Hey, thanks to TaKir for alerting us! David
They’ve always said that they were going to support those formats. In the past the website has explicitly stated that these formats would need to be converted to sony’s proprietary format.
Thanks for your comments, Steve. In my opinon, because Sony changed the release date and has thrown us loops, these things bear watching. Also, Sony has not sufficiently played up the fact it can’t read non-encrypted PDF. Even BusinessWeek got confused, saying the Sony could read all files in that format. Tnx. David
@Steve:
Sony has manually edited the specs on their SonyStyle site for the Reader several times, with the format list expanding and contracting, without even maintaining consistency from page to page. At one point the only listed formats were BBeB, PDF, JPEG and MP3. The full scope of what files are and aren’t supported has been a moving target for months. Journalists at CES were told that HTML was supported as well, which has never been corroborated on SonyStyle. Sony could simply maintain two spec lists: one for native formats, and another for formats supported through conversion. At times, Sony has stated that the Reader supports “other” text formats that may require conversion, but now they’re only specifying DOC as the only one.
Despite costing 2.5x as much as the Reader, I’m inclined to purchase the Iliad instead becase (a) in unequivocally supports XHTML (more important for me that MS Word), and (b) because its 1024 x 768 @ 158 dpi resolution seems more appropriate for reading A4-sized PDFs than the Sony Reader’s 800 X 600 resolution @ 170 dpi.
@Andre
According to this page: http://products.sel.sony.com/pa/prs/reader_features.html
At the bottom you will see:
Books are just the beginning for the Sony® Reader. It also displays Adobe® PDFs, personal documents, blogs, newsfeeds, and JPEGs with the same amazing readability, so you can take your favorite blogs and online newspapers with you.7
7 These formats require file conversion to BBeB using supplied software.
I personally use linux on my home computer. I doubt that their supplied software runs on linux.
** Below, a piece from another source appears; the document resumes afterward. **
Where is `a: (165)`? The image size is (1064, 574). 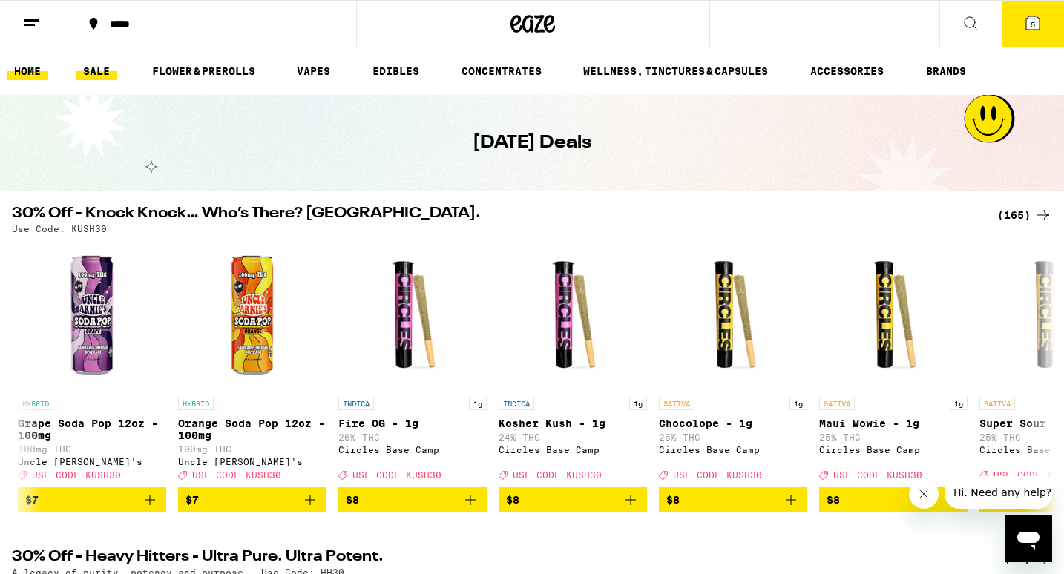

I am looking forward to the public release of the Iliad, however I will never pay over $300 for an ebook reader. If they could get the hardware down to a reasonable price I would by one for myself and probably one for my father. He has trouble reading fine print in most paper back books and the ability to zoom in and make the print larger would give him the opportunity to read more, something he truly enjoys.
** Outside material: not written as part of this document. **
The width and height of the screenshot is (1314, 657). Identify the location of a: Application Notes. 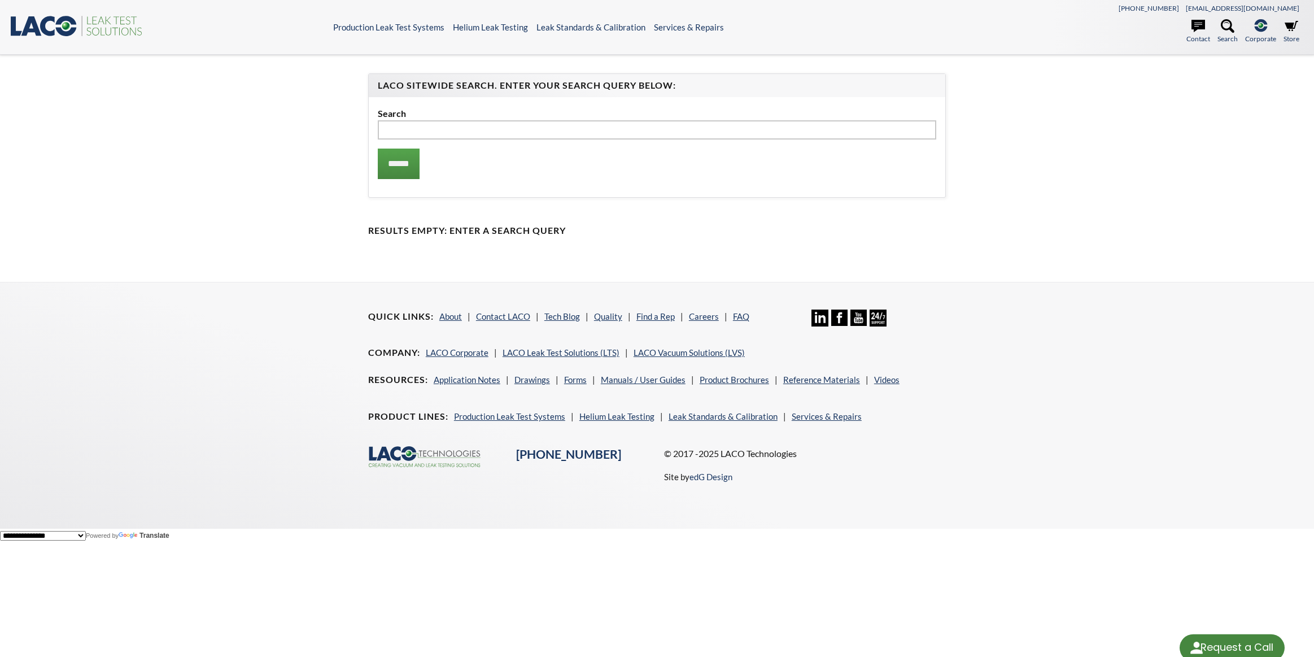
(467, 380).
So it looks like I need to wait a few years for someone to release a truly useful reader that doesn’t tie you to some propriatary DRM or software. Until then I will make due with using my old reliable Zaurus for reading ebooks.
The footnote referenced above is a good example of how Sony’s editing of their own site has allowed inconsistencies to creep in from month to month. I wish I’d had the foresight to cache each page revision.
Observe the Specifications page, where the same footnote appears at the bottom, but not in the body text where the Format list appears (“BBeB Book / Adobe® PDF / JPEG / MP3″ – notice the shorter format list that shown in the OP). Based on my experience with the Librie, I read the footnote as referring to RSS feeds and Word docs, not PDFs or JPEGs (which Sony claims elsewhere that the Reader supports natively). RSS on the Librie requires the Newspaper for Librie conversion utility, which was virtually useless for me since the interface was in Japanese.
The Sony Reader is just beyond your price threshold, but at least it’s possible to mount a Memory Stick in Linux and get content onto the device, which is what some people have done with the Librie.